Kube è un giocoso tavolino di Casamania che ho visto su Casa & Design di Repubblica. Il progetto è semplice da spiegare: si tratta di un grande mucchio di post-it colorati, tanto grande da montarci su delle ruote e usarlo come tavolino basso per uffici cool, sale d’attesa o camerette dei bambini.
Il progetto è di Loris Lucatello, un designer che non conosco e di cui non ho trovato traccia nel web. Ho scelto di pubblicare Kube perché è un tavolino simpatico, che non passa inosservato, e può essere utile come lavagna orizzontale per riunioni o per avere sempre sottomano la tovaglia di carta del colore giusto.
Sono disponibili formati diversi, e naturalmente fogli da acquistare in un secondo tempo per ricaricare il tavolino mentre si consuma.
Dopo una ricerca su Google, ho tuttavia scoperto il Note Table dell’inglese Tom Seymour, un progetto pressoché identico che ha vinto un Peugeot Design Award nel 2002, ma che non credo abbia avuto un grande riscontro commerciale.
La proposta di Casamania è più rifinita perché prevede un guscio in plexiglas per proteggere i fogli: chissà se sarà sufficiente questa miglioria, e la firma di un’importante azienda italiana, a decretare un maggiore successo all’idea.

English translation below by Gianluca Gimini.

Kube is a playful side table by Casamania that I saw on Casa & Design di Repubblica. The project is very simple to explain: a giant pile of colored post-it notes, so big it was put on wheels and it can be used as a small side table for office spaces with a fresh look, waiting rooms and kids’ bedrooms. The design is by Loris Lucatello, a designer I had never heard of before and that unfortunately I wasn’t able to find on the web. Kube was chosen for publication because it has personality, and it doesn’t remain unnoticed. It can be useful in business meetings as a horizontal blackboard or become a colored placemat dispenser.
It’s available in different sizes and naturally you can also buy additional reams of paper  to substitute the ones you gradually use up.
After searching Google however I found out Note Table by the British designer Tom Seymour, basically an identical project which even won a Peugeot Design Award in 2002, but I don’t think ever saw a satisfactory commercial outcome.
Casamania’s proposal has a better finish because it includes a Plexiglas shell to protect the sheets of paper: time will tell us if this improvement and the signature of an important Italian brand will make this version of the project more successful.

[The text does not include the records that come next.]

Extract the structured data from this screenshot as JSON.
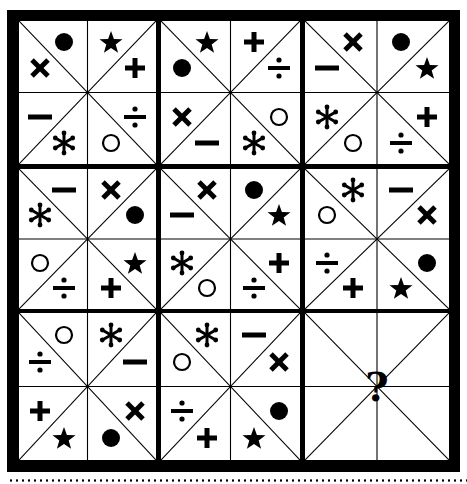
{
  "puzzle": {
    "description": "3x3 grid of squares, each divided into 8 triangles by diagonals and midlines; find the missing square",
    "slot_order": [
      "top-left",
      "top-right",
      "right-upper",
      "right-lower",
      "bottom-right",
      "bottom-left",
      "left-lower",
      "left-upper"
    ],
    "cells": [
      {
        "row": 1,
        "col": 1,
        "symbols": [
          "circle-filled",
          "star",
          "plus",
          "divide",
          "circle-open",
          "asterisk",
          "minus",
          "times"
        ]
      },
      {
        "row": 1,
        "col": 2,
        "symbols": [
          "star",
          "plus",
          "divide",
          "circle-open",
          "asterisk",
          "minus",
          "times",
          "circle-filled"
        ]
      },
      {
        "row": 1,
        "col": 3,
        "symbols": [
          "times",
          "circle-filled",
          "star",
          "plus",
          "divide",
          "circle-open",
          "asterisk",
          "minus"
        ]
      },
      {
        "row": 2,
        "col": 1,
        "symbols": [
          "minus",
          "times",
          "circle-filled",
          "star",
          "plus",
          "divide",
          "circle-open",
          "asterisk"
        ]
      },
      {
        "row": 2,
        "col": 2,
        "symbols": [
          "times",
          "circle-filled",
          "star",
          "plus",
          "divide",
          "circle-open",
          "asterisk",
          "minus"
        ]
      },
      {
        "row": 2,
        "col": 3,
        "symbols": [
          "asterisk",
          "minus",
          "times",
          "circle-filled",
          "star",
          "plus",
          "divide",
          "circle-open"
        ]
      },
      {
        "row": 3,
        "col": 1,
        "symbols": [
          "circle-open",
          "asterisk",
          "minus",
          "times",
          "circle-filled",
          "star",
          "plus",
          "divide"
        ]
      },
      {
        "row": 3,
        "col": 2,
        "symbols": [
          "asterisk",
          "minus",
          "times",
          "circle-filled",
          "star",
          "plus",
          "divide",
          "circle-open"
        ]
      },
      {
        "row": 3,
        "col": 3,
        "symbols": [],
        "question_mark": "?"
      }
    ]
  },
  "colors": {
    "ink": "#000000",
    "paper": "#ffffff"
  }
}
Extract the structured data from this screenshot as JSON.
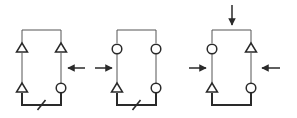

Kommunikationsdesign als Marke

The book »Kommunikationsdesign als Marke« deals with self marketing and brand development in communication design.

The End of the Young British Artists Movement

The trick with naming a movement the “Young British Artists” is that eventually that “Young” is going to age. The Guardian‘s Vanessa Thorpe is perhaps the first to issue an official statement that the heady days of the YBA, which made up of artists like Damien Hirst, Tracey Emin, and Sam Taylor-Wood, are now over (well, the first along with Gregor Muir‘s recent book, Lucky Kunst: The Rise and Fall of Young British Art). Thorpe reports that the UK’s current art scene “appears to have turned its back on the ironic jokes and personal confessions” and instead “focusing on objects in the world around them.” While she finds that there’s still plenty of self-reference and high-concept jokes being used (artists are still artists, after all), the YBA’s influence seems to have dwindled to some degree and new artists who are being recognized throughout the country and internationally have, en masse, gotten a lot more serious. Not that this should do anything to damage the multi-million dollar careers of many of the top original YBAs, but even if Thorpe’s calculations happen to be off by a year or two, eventually the newness was bound to waiver and the attention would start to shift toward whatever’s next. Alternately, we can always just do like the Independent has and just slap the same old YBA title onto other artists.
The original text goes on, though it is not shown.